Darwyn Cooke: this may be shallow of me but I just don't find his artwork attractive. His characters look squat and pudgy and I can't drum up any interest in what they're doing.
J. Scott Campbell: as with Cooke's, I find this art so unattractive I lose all interest in the the characters and their story. This looks to me just like Jim Lee and a zillion other current comics artists I couldn't name but avoid on sight.
Gilbert Hernandez: one of my own picks, I'd just like to say here that I wish he'd bring back Petra (pictured above) and some of his other characters, e.g. Maria, instead of concentrating on Fritz all the time as he has been doing lately.
Art Spiegelman: Haven't read anything. The highly-acclaimed Maus has never attracted me. I'm probably being totally unfair, but from the excerpts I've read, I don't see what it would add to our understanding of the Holocaust. The whole exercise feels dubious to me. The evil of the Nazis and the horror of the concentration camps seems so apparent that I think this theme has to be treated with great skill and subtlety to make the basis of a full-length work. WG Sebald's The Emigrants, is the best example I can think of from recent decades. Maybe I'll try something else of Speigelman's first and see if that can convince me to give Maus a try.
Joe Sacco: I probably haven't given him enough of a try. Like I said in a npther thread about Lynn Johnston, I kind of admire him on principle but the work itself leaves me a bit cold. His art feels solid and workmanlike but a little dull to me.
Keith Knight: first I've heard of him and I like the look of the samples here. I like cartoonists who can create an effective drawing out of a few deft strokes as Knight does in some of the panels above.

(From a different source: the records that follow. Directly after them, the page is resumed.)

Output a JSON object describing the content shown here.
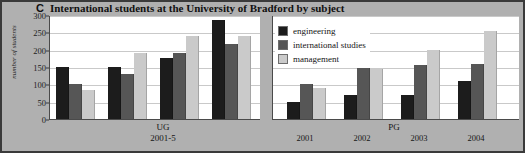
{
  "figure": {
    "panel_letter": "C",
    "title": "International students at the University of Bradford by subject"
  },
  "chart_data": {
    "type": "bar",
    "title": "International students at the University of Bradford by subject",
    "panel_letter": "C",
    "xlabel": "",
    "ylabel": "number of students",
    "ylim": [
      0,
      300
    ],
    "ytick_values": [
      0,
      50,
      100,
      150,
      200,
      250,
      300
    ],
    "ytick_labels": [
      "0",
      "50",
      "100",
      "150",
      "200",
      "250",
      "300"
    ],
    "grid": true,
    "legend_position": "top-right",
    "grouping": "grouped-bars",
    "panels": [
      {
        "name": "UG",
        "group_title": "UG",
        "group_subtitle": "2001-5",
        "categories": [
          "",
          "",
          "",
          ""
        ],
        "series": [
          {
            "name": "engineering",
            "color": "#1c1c1c",
            "values": [
              150,
              150,
              175,
              285
            ]
          },
          {
            "name": "international studies",
            "color": "#565656",
            "values": [
              100,
              130,
              190,
              215
            ]
          },
          {
            "name": "management",
            "color": "#cacaca",
            "values": [
              85,
              190,
              240,
              240
            ]
          }
        ]
      },
      {
        "name": "PG",
        "group_title": "PG",
        "categories": [
          "2001",
          "2002",
          "2003",
          "2004"
        ],
        "series": [
          {
            "name": "engineering",
            "color": "#1c1c1c",
            "values": [
              50,
              70,
              70,
              110
            ]
          },
          {
            "name": "international studies",
            "color": "#565656",
            "values": [
              100,
              150,
              155,
              160
            ]
          },
          {
            "name": "management",
            "color": "#cacaca",
            "values": [
              90,
              145,
              200,
              255
            ]
          }
        ]
      }
    ],
    "legend": [
      {
        "label": "engineering",
        "color": "#1c1c1c"
      },
      {
        "label": "international studies",
        "color": "#565656"
      },
      {
        "label": "management",
        "color": "#cacaca"
      }
    ]
  }
}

Hal Foster: I'd say he was one of the very best artists ever to work in comics. His style may seem a little static to modern readers (including myself) brought up on the more dynamic action of superhero comics, but a little time effort should enable anyone to appreciate Foster's work, which hearkens back to the detailed illustrations of 19th-century cartoonists trained in fine arts rather than in the more insular world of comics. I haven't read enough Prince Valiant to comment on his wrting.

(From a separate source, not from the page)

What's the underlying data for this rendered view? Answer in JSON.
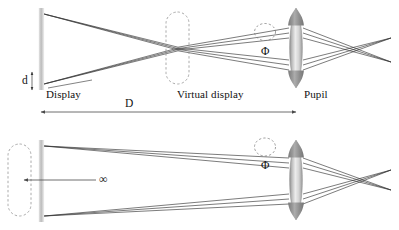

Alex Raymond: was going to be on my list until I learned here that he didn't write Flash Gordon. Seminal comics artist, and a great influence on one of my later favourites, Al Williamson (who didn't write anything that I know of so was not eligible this year).
Jim Woodring: Someone I've never gotten round to trying. I'll have to remedy that one of these days.
Scott McLoud: His stuff doesn't appeal to me - even Understanding Comics I still haven't read, partly because the narrator looks to me like the kind of stereotypical self-effacing nerd I'm a little fed up with in general in pop culture.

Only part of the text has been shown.